They say the eyes are the windows to the soul. Do they always say it figuratively, as in "the muscles near the eyes are most expressive of emotions"?

Or do they sometimes say it more literally, as in "look in the pupils attentively and you will know the nature of thoughts hidden behind them"?

Or more literally still...

I stand in front of the mirror. I draw very close, open my eyes wide, and stare into the blackness of my pupils. I try to discern a soul in them. I look deep and long, but all I see is video cameras. Or at least something as mechanical and soulless.

That very night, I dreamed that I was dead. Except that it wasn't a dream. A momentary misunderstanding, rather.

I was asleep. It was a deep and dreamless slumber. Then, there was some sort of a mighty explosion, an interrupted one, because at that very instant I was awake, and there was nothing.

My mind was clear, and I knew I wasn't sleeping anymore. I heard nothing and felt nothing. If I had eyes, I was gaping in front of me, but there was only blackness. But it was not an endless abyss. Indeed, there was no space at all, or it was infinitely small, or I was not anywhere on the material plane. It was very unusual. It's like you've been engrossed in a world of a video game and then suddenly it was the title screen—with no menu. Not for one moment I had a thought at the back of my mind that I may've been in Heaven or Hell, or that I was a ghost stuck underground, or that I was a brain stuck in a body in coma, because all of that implied some connection with the real world or at least a place, but I was nowhere, and there was an all-encompassing understanding that I was nowhere and had no connection with the real world anymore.

Perhaps any sufficient sensory deprivation will feel exactly like that.

"I'm dead," I thought without sorrow or resentment, though maybe there was a touch of melancholy. "Something big killed me instantly. And this is what death is like. You came from nothing, and to nothing you shall return. Am I trapped here, forever?"

At least that's what I would've thought if I'd had the time to express my thoughts in full. But it was only a fleeting feeling, because within a few seconds my brain finally started to register the sensations from my body: with a bit of relief I felt the pillow under my head, I heard the noise in my ears. And the blackness before my eyes started to dissipate.

Maybe—probably—those strange feelings and interpretations were conjured by the part of the brain that was still asleep, even if it didn't feel like a dream. I still find it rather interesting. First, the fact that I, as sleepy as I was, didn't find the afterlife surprising. Second, the idea that the afterlife amounts to being nowhere and experiencing nothing. In fact, I'm surprised this theory isn't very popular. Is it not the most plausible one? Why must they believe in something so intricate and made up and leave something so simple unheeded? Because it's dismal and does not make for an engaging story? Suppose the soul does exist. Suppose you have one, or identify yourself with it. Have you ever experienced anything through it? No. Every experience, even emotions or the clarity or cloudiness of mind, can be traced back to your physical body. And so your body is the only medium through which your soul experiences life. So what happens when that link is severed? Your soul experiences nothing, and feels as if it is being nowhere.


**Instructions for the task**
Search the entries for the word "lead". Copy every line where it turns up.

**Data listing**
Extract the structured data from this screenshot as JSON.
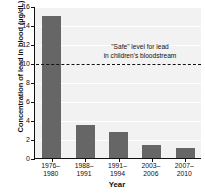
{
  "chart_data": {
    "type": "bar",
    "title": "",
    "xlabel": "Year",
    "ylabel": "Concentration of lead in blood (µg/dL)",
    "categories": [
      "1976–\n1980",
      "1988–\n1991",
      "1991–\n1994",
      "2003–\n2006",
      "2007–\n2010"
    ],
    "category_lines": [
      [
        "1976–",
        "1980"
      ],
      [
        "1988–",
        "1991"
      ],
      [
        "1991–",
        "1994"
      ],
      [
        "2003–",
        "2006"
      ],
      [
        "2007–",
        "2010"
      ]
    ],
    "values": [
      15.0,
      3.5,
      2.7,
      1.4,
      1.1
    ],
    "ylim": [
      0,
      16
    ],
    "ytick_values": [
      0,
      2,
      4,
      6,
      8,
      10,
      12,
      14,
      16
    ],
    "ytick_labels": [
      "0",
      "2",
      "4",
      "6",
      "8",
      "10",
      "12",
      "14",
      "16"
    ],
    "grid": true,
    "legend": "none",
    "bar_color": "#666666",
    "plot_background": "#f2f2f2",
    "gridline_color": "#ffffff",
    "axis_color": "#111111",
    "annotations": [
      {
        "name": "safe-level-threshold",
        "value": 10,
        "style": "dashed",
        "color": "#111111",
        "lines": [
          "\"Safe\" level for lead",
          "in children's bloodstream"
        ]
      }
    ]
  }
}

**Answer space**
    "ylabel": "Concentration of lead in blood (µg/dL)",
          "\"Safe\" level for lead",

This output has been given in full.